>Where can I get Serratia Marcescens Culture? I you where I can get this
>cheap like 1 oz. please email me at DrEvil1091@aol.com. I need it for a
>science fair project and can not find it anywhere.
>
>I am proving that dandelion roots are just as effective as antibiotics
>that are prescribed by the doctor.
Whoa! You may _test_ whether it is. You don't set out to _prove_, but
to _test_. Be careful how your word your project. A good science fair
project should show that the student understands the basic processes
of science. Testing hypotheses is the key. A project that says it is
setting out to prove something gets marked down right at the start,
and it is hard to recover.
I think that Serratia is a somewhat restricted organism. Your teacher
should check a standard biology supply house that supplies bacteria,
and see if they offer it for school use. You can also contact ATCC
(American Type Culture Collection), but they certainly would not deal
with you as an individual. Whether they will sell it to a school, I
don't know, but nothing wrong with checking.
But why Serratia? Why not a common lab organism, or perhaps one each
gram+ and gram-. A lab strain of Escherichia coli and Bacillus
subtilis would be good choices.
If you have a college nearby, check with them. Go talk with the
microbiology instructor; s/he may be able to provide good safe strains
(and maybe even some supplies, advice, etc).
What kind of dose response curve are you running?
Do you already know something about antibiotic activity in dandelions?
If so, is there any particularly interesting feature, such as activity
on certain types of bacteria? Showing any special characteristics of
the dandelion activity makes it all the more interesting.
I assume you know that many/most common antibiotics are natural
products, but from microbes. Large scale production from microbes is
much easier than from plants.
bob
lynx - 19 Mar 2005 05:50 GMT
>>Where can I get Serratia Marcescens Culture? I you where I can get this
>>cheap like 1 oz. please email me at DrEvil1091@aol.com. I need it for a
[quoted text clipped - 37 lines]
>
> bob
And, furthermore - it's easy to kill bacteria. What useful antibiotics [and
chemically derived clinical antibacterial agents] do is selectively kill
bacteria and do no [or very little] harm to the [human] host. Plant
alkaloids, phenolics, etc., may show good antibacterial activity - but they
usually show toxicity. The best [most selective] antibiotics are indeed
natural products produced by bacteria. [except for the fungal product
penicillin - the genes for which have been argued to have come from
actinomycete producers]. You'd need to test the lack of toxicity of any
compound [or extract] to show that it could be "as effective as" clinically
used antibacterials. Believe me, the pharmaceutical industry has surveyed
plant extracts for years...
--
lynx
Bob - 19 Mar 2005 17:54 GMT
>And, furthermore - it's easy to kill bacteria. What useful antibiotics [and
>chemically derived clinical antibacterial agents] do is selectively kill
[quoted text clipped - 7 lines]
>used antibacterials. Believe me, the pharmaceutical industry has surveyed
>plant extracts for years...
Yes, yes, thanks for the additions!
To the OP... What grade are you in? I think we have assumed you are in
high school, and have had biology, so a good sci fair project at this
level should reflect good understanding, as well as be "fun". (I just
judged our local fair, for MS/HS a couple weeks ago. We have rather
different expectations for 7th grade and 12th grade!) A good
evaluation of how what you did fits into the big picture is important.
We wouldn't expect that you would be able to do the kind of testing
necessary to determine whether something would be a _useful_
antibiotic (which requires work with live animals, or at least some
work with animal cells as a start), but you can do a series of good
experiments, and show that you understand what they do show, and what
their limitations are.
Why not post what you propose to do in more detail? And/or... discuss
it with a microbiology instructor at a local college.
bob
> Where can I get Serratia Marcescens Culture? I you where I can get this
> cheap like 1 oz. please email me at DrEvil1091@aol.com. I need it for a
> science fair project and can not find it anywhere.
>
> I am proving that dandelion roots are just as effective as antibiotics
> that are prescribed by the doctor.
I don't know where you are, but here in Europe, Serratia marcescens is not a
species we'd provide for use in schools (or even by 1st year University
students). If you want a coloured species, Pseudomonas chloraphis (formally
known as Pseudomonas aureofasciens) would be good as it's bright yellow on
peptone agar. If colour doesn't matter, then a Lactobacillus species from
yoghurt or Paracoccus denitrificans would be suitable.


WHAT YOU SHOULD DO>
Take the entries that follow and return only the lines from the one with "Describe the element at coordinates (331, 428)" through the final line, leaving every picture behind.

-- Opening Marker --

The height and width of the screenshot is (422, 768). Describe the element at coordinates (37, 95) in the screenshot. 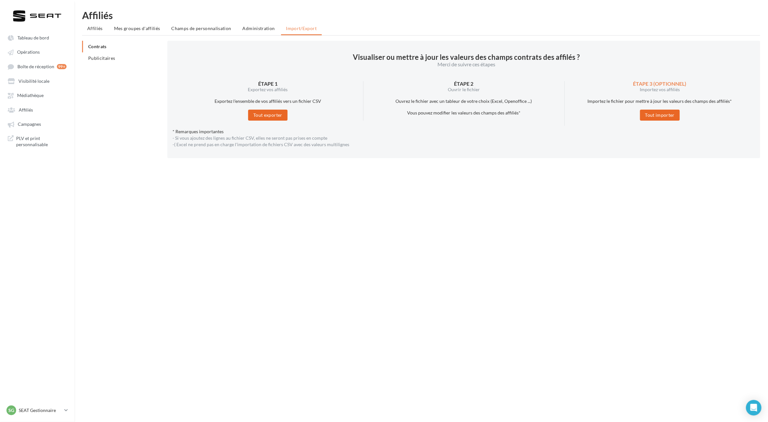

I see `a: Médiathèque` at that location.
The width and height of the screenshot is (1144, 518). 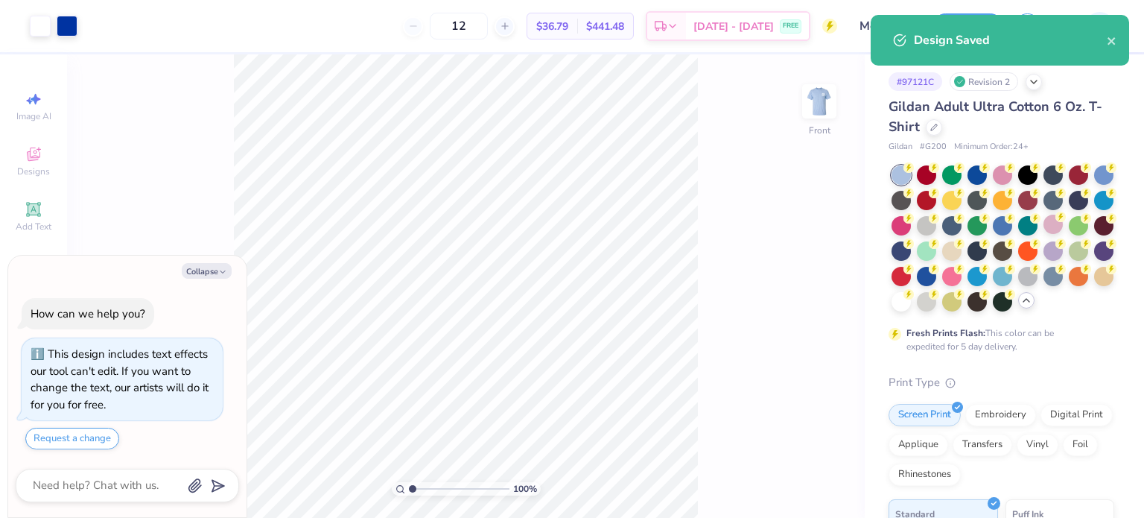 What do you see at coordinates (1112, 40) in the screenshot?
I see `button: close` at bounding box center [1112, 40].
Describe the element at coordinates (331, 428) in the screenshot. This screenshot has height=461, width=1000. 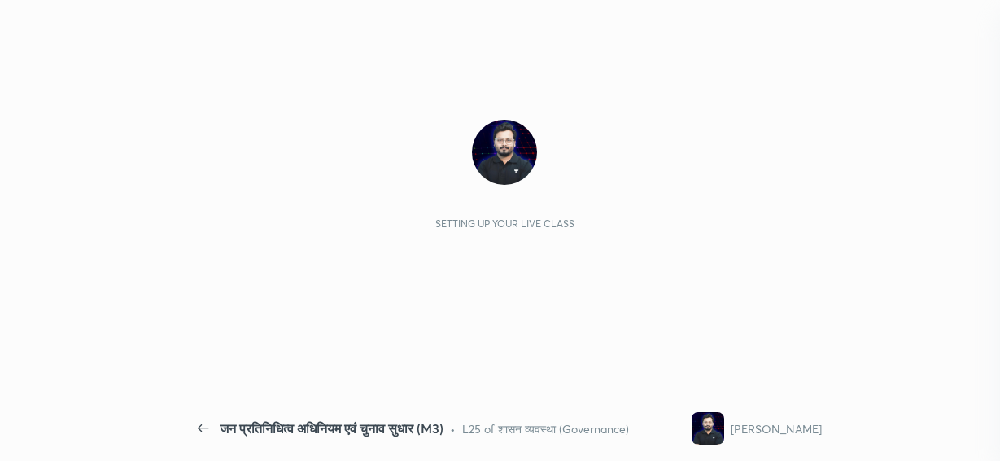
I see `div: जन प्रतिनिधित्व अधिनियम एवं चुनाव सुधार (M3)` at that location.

-- Closing Marker --

SOLUTION TO THE EXERCISE>
Describe the element at coordinates (331, 428) in the screenshot. This screenshot has height=461, width=1000. 
I see `div: जन प्रतिनिधित्व अधिनियम एवं चुनाव सुधार (M3)` at that location.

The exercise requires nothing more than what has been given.